Is the beard is "an essential expression of man’s nature" and suggest "a man who’s comfortable with himself and his achievements" as Coogan purports? Or does facial hair styles fall into the realm of costume because we seem to already know what they mean?


Oct 11, 2011

Exhibition: A Short History of Facial Hair

David McDiarmid (1952-95) was an artist, DJ, graphic designer, fashion designer and queer political activist. He was born in Australia and lived and worked in Sydney before moving to New York where he worked from 1979 until 1987. He died in Sydney of HIV Aids-related illness in 1995.

C. Moore Hardy - David McDiarmid - 1993

In 1993 McDiarmid wrote and performed an essay, accompanied by 35mm colour slides, entitled A Short History of Facial Hair in which he pulled together his personal fashion, grooming and adornment story and his political and sexual history, representing a twenty-year period of his life and times.
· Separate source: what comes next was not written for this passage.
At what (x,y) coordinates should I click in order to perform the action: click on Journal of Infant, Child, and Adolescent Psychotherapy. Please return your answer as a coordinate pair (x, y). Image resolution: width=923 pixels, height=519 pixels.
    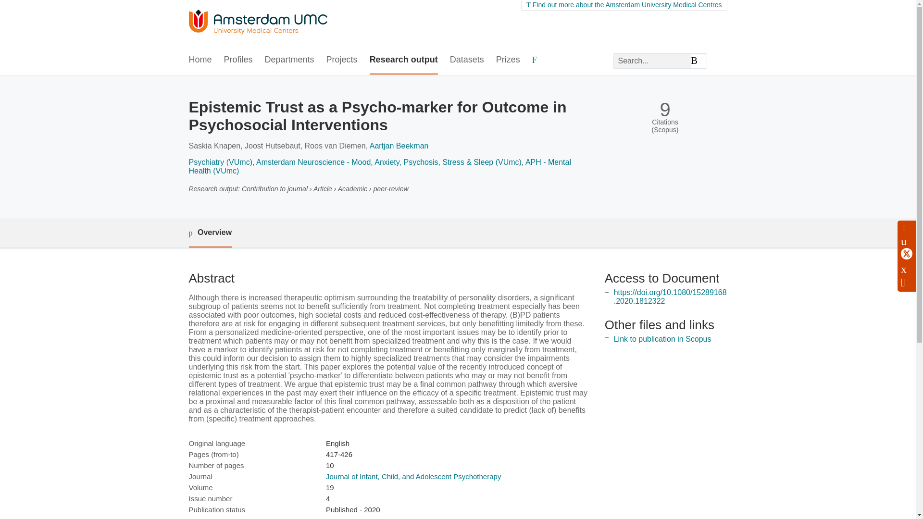
    Looking at the image, I should click on (414, 477).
 David McDiarmid - Facial Hair... from Trade Enquiries - 1978
Beautiful, hard hitting and humorous A Short History of Facial Hair is an interrogation of McDiarmid’s appearance as it changes from hippy to clone, to Gay Liberation activist, sexual revolutionary, hustler, dance floor diva, and ultimately, to HIV–positive queer subject - his self styled “Toxic Queen.” He traces how gay politics changed during what he described as “an extraordinary time of redefinition and deconstruction of our identities from camp to gay to queer.” The work explores links between art, identity, politics, dress and adornment.

 Photographer unknown - David McDiarmid - 1981

A Short History of Facial Hair has been digitised and re-created as a film by the Fashion Space Gallery, directed by Hermano Silva. Silva is a Brazilian photographer who lives and works in Berlin. He is a graduate of the MA program in Fashion Photography at London College of Fashion. A Short History of Facial Hair is screened in conjunction with a display of McDiarmid’s Rainbow Aphorisms – a suite of fierce and seductive digital art works created in 1994-5. The exhibition has been jointly curated by Dr. Sally Gray, University of New South Wales, Sydney and Fashion Space Gallery Curator, Magdalene Keaney. On view at the Fashion Space Gallery until October 29, 2011.

Photographer unknown - David McDiarmid - 1986

Oct 6, 2011

Beards and Moustaches

Every two years facial hair enthusiasts converge at the World Beard and Moustache Championship. Men compete in a variety of categories that include Dali, imperial, and freestyle for moustaches and natural, Fu Manchu, Musketeer, and Verdi for beards.

Finland’s Juhana Helmenkalastaja - 2011 Winner of Dali moustache - Photo by Banjo Media

Germany's Dieter Besuch - 2011 Winner of the Partial Beard Freestyle - Photo by Gregory Fett

But some of the best pictures of these hirsute gentlemen were taken by Matt Rainwaters at the 2009 competition in Anchorage, Alaska. Scroll and enjoy these images from his series Beardfolio.

 Cory Plump, an Austin Facial Club member and garibaldi contestant.


 Steven Raspa and his beard Prepostero


San Franciscan Jack Passion placed third this year (2011) with his long, red natural beard.